Use it for QA, not evasion

IP fraud score checks are useful for security QA, account risk troubleshooting, proxy quality testing, and understanding false positives. They should be used to reduce accidental mismatch, not to bypass legitimate controls.

When a score is high, document the trigger reason and test one change at a time so you can see whether the risk came from the network, browser, resolver, or account workflow.

What the result fields mean

Fraud score A risk estimate for anti-abuse and account protection contexts.
Proxy/VPN/Tor Signals that the IP may be an anonymizing, shared, or automated traffic source.
ASN A strong clue for datacenter, ISP, mobile, corporate, or proxy infrastructure.
Abuse context Blacklist, report, or suspicious-use clues that can raise risk.
Leak mismatch DNS or WebRTC signals that expose a different network than the public IP.
Mitigation Specific changes that address the trigger instead of guessing.

Normal signals vs. risk signals

Usually normal

  • Low fraud score and no obvious abuse reports.
  • Network type matches the workflow and user expectation.
  • IP country, timezone, DNS, WebRTC, and browser language are consistent.
  • The IP is not a Tor exit or obvious high-share proxy node.

Needs attention

  • High fraud score driven by Tor, proxy, datacenter, or abuse signals.
  • A residential-looking IP has heavy shared-use or report history.
  • DNS/WebRTC exposes a real ISP behind a VPN or proxy.
  • The session changes IP country or ASN too frequently.

Next action

Find the trigger before changing the whole setup

A high fraud score can come from the IP, DNS, WebRTC, fingerprint, or region mismatch. Fixing the exact trigger is faster than random rotation.

Fixes and next steps

DNS leak Turn on DNS leak protection in the VPN or proxy client, disable browser Secure DNS if it bypasses the tunnel, set system DNS to the provider's DNS or a trusted encrypted resolver, then rerun the DNS check.
WebRTC leak Limit or disable WebRTC direct candidates, use a browser profile that blocks WebRTC IP exposure, restart the browser, then rerun the WebRTC check before logging in.
Datacenter ASN If the task needs a consumer-looking account environment, switch from a datacenter/VPS ASN to a stable residential, mobile, or dedicated ISP exit and keep the region consistent.
Blacklist or abuse history Do not keep using a high-risk or listed IP for important accounts. Change the IP range or provider, wait for reputation to stabilize, and retest before continuing.
Timezone or language mismatch Align the IP country, system timezone, browser language, account region, and DNS/WebRTC routes so the session tells one consistent location story.
  1. Use a lower-risk network when the current IP is flagged as Tor, proxy, or high-abuse.
  2. Avoid datacenter exits for consumer account workflows that expect residential traffic.
  3. Fix DNS and WebRTC leaks before retesting the same IP.
  4. Keep timezone, browser language, and account region aligned with the IP country.
  5. Reduce rapid IP rotation during sensitive workflows.
  6. Document score changes after each adjustment so the cause is clear.

FAQ

What is an IP fraud score?

It is an estimate of how risky an IP may look to fraud prevention systems based on proxy, VPN, Tor, abuse, network type, and consistency signals.

Does using a VPN always create a high fraud score?

No.

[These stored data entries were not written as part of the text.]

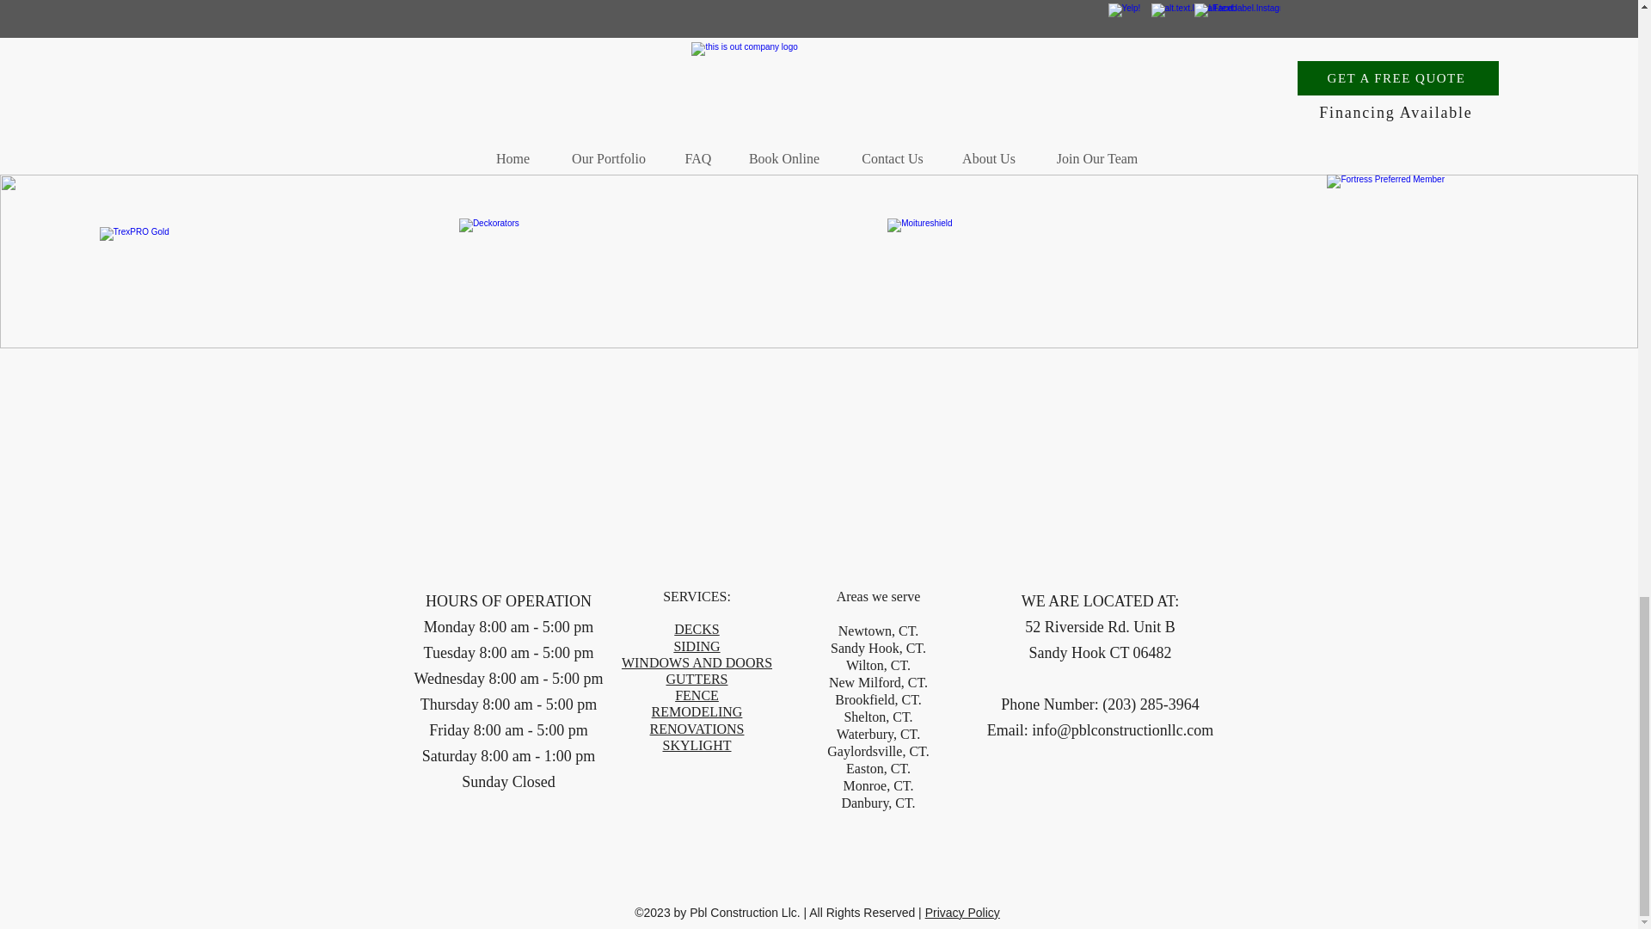  Describe the element at coordinates (697, 662) in the screenshot. I see `WINDOWS AND DOORS` at that location.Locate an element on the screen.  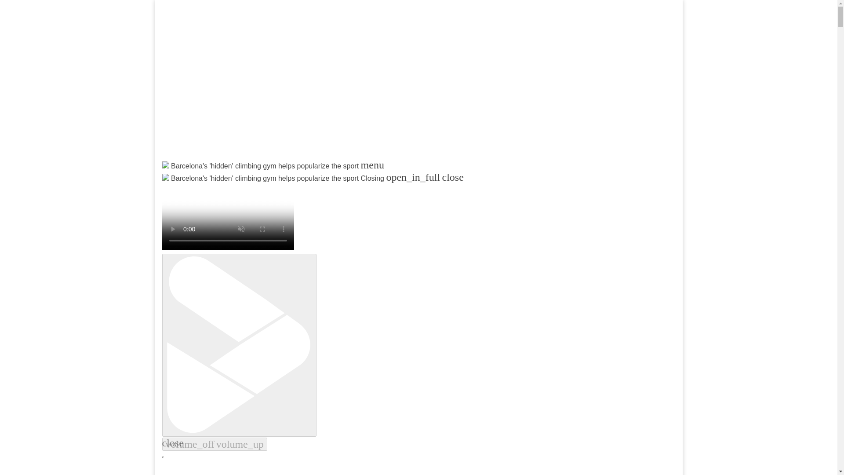
Skope Entertainment Inc is located at coordinates (268, 187).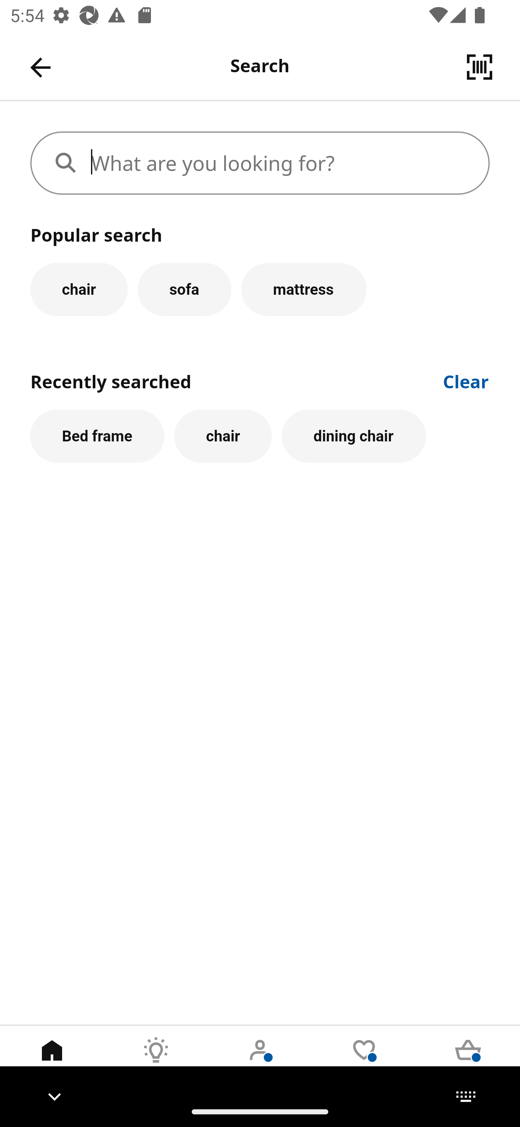 The image size is (520, 1127). What do you see at coordinates (466, 380) in the screenshot?
I see `Clear` at bounding box center [466, 380].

Some VPN exits are clean for privacy browsing, but shared datacenter exits can still trigger friction in account and payment flows.

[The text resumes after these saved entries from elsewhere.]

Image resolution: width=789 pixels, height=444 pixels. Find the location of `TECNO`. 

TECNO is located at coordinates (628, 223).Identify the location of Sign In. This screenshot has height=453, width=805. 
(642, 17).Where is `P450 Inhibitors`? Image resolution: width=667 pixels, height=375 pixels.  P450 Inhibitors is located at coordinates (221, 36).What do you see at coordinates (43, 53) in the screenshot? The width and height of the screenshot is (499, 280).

Can residential proxies have fraud risk?

Yes. Residential IPs can become risky through shared abuse, blacklists, fast rotation, or leak mismatches.

What should I do with a high fraud score?

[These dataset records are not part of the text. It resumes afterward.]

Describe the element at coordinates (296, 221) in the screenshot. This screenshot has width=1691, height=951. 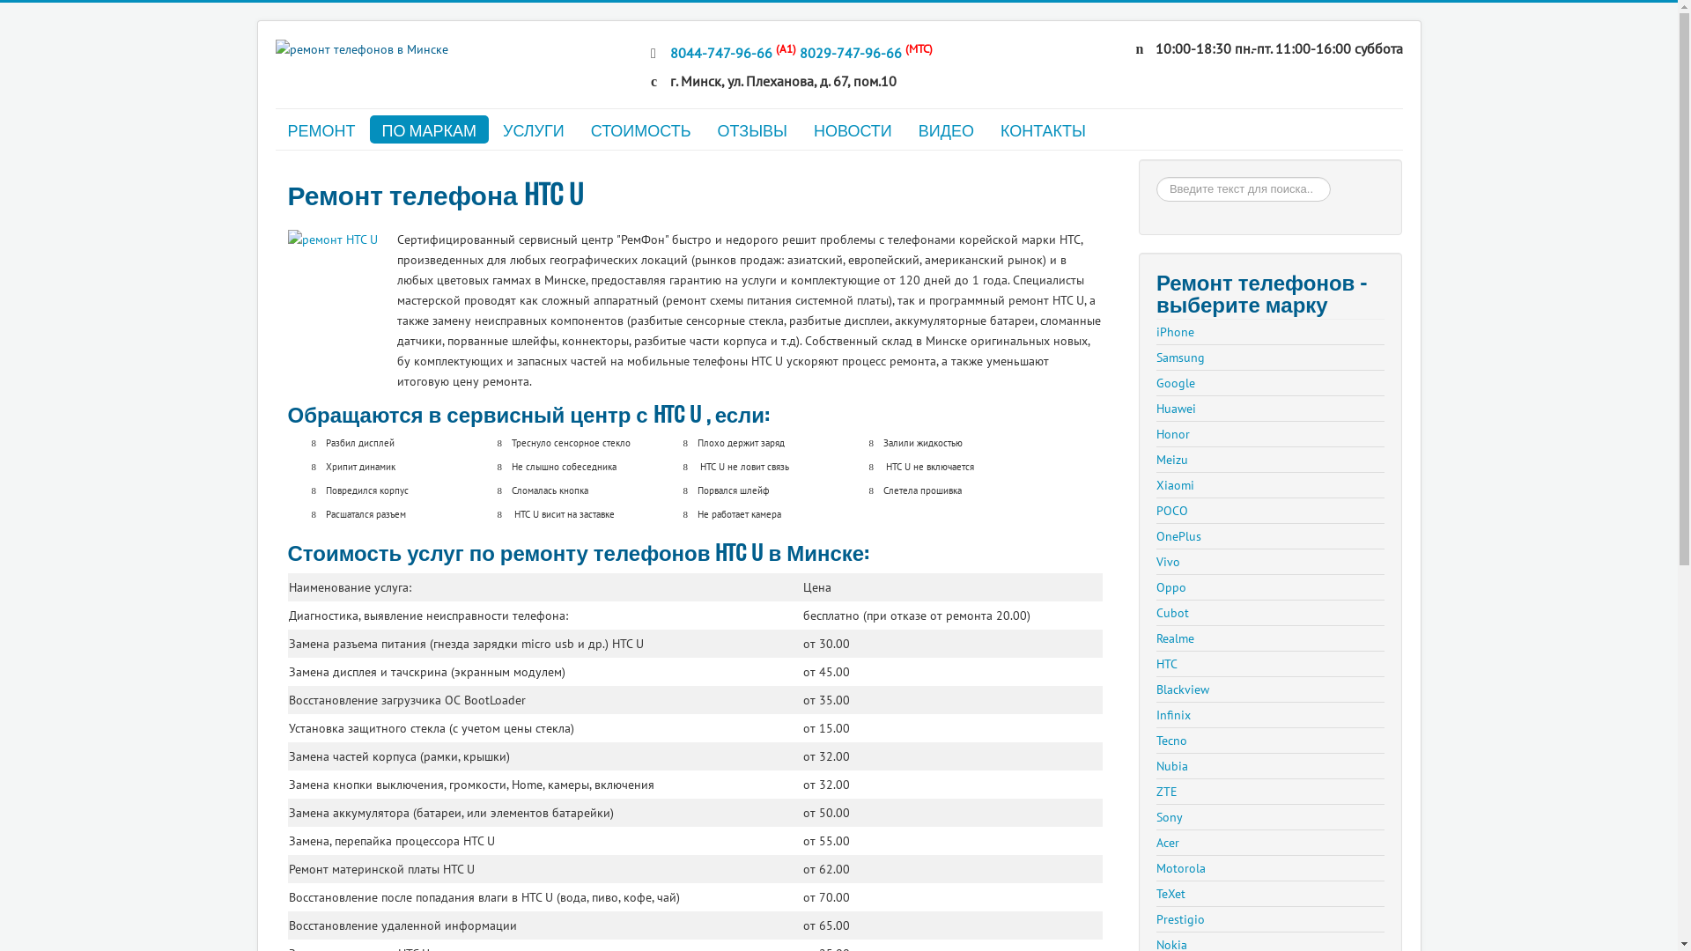
I see `1 out of 5` at that location.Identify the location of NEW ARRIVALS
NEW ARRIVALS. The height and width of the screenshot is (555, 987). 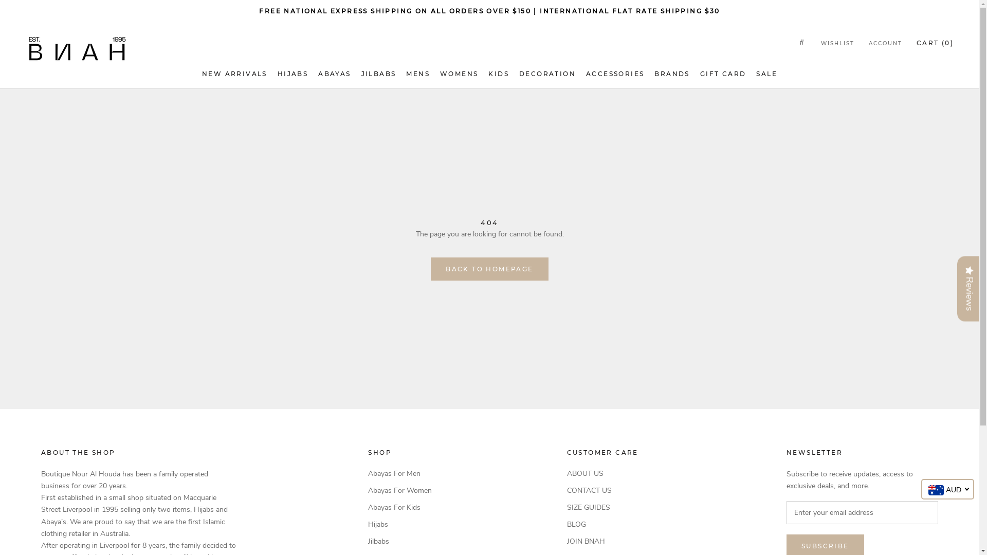
(234, 74). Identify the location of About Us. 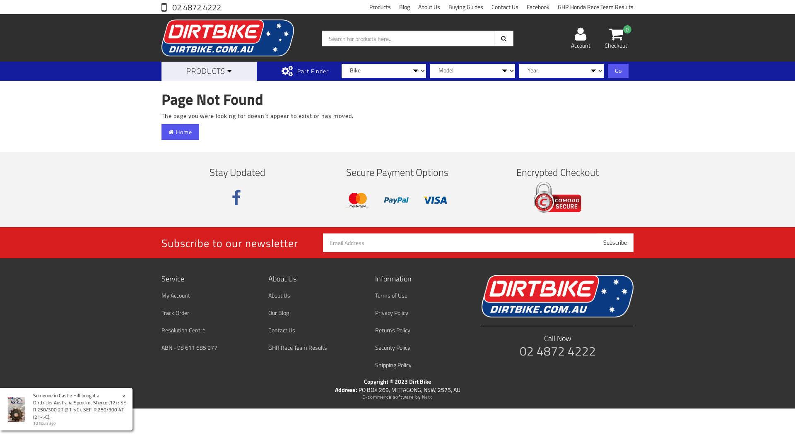
(429, 7).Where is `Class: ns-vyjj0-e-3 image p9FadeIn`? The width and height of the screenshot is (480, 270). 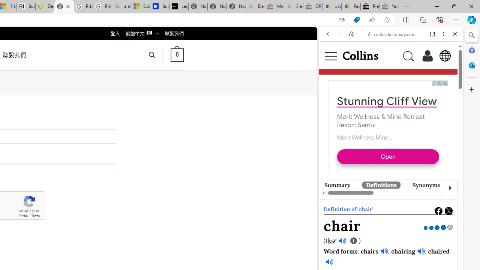 Class: ns-vyjj0-e-3 image p9FadeIn is located at coordinates (388, 201).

Identify the trigger first. Rotate only if the IP itself is the problem; otherwise fix DNS, WebRTC, browser, or region consistency.

Is this the same as bypassing fraud checks?

No. The purpose is transparency, QA, and troubleshooting false positives or accidental risk signals.

Before you continue

Run the visible checks before a sensitive workflow

ping123 makes the network and browser triggers visible so you know what to fix before a fraud review or login warning appears.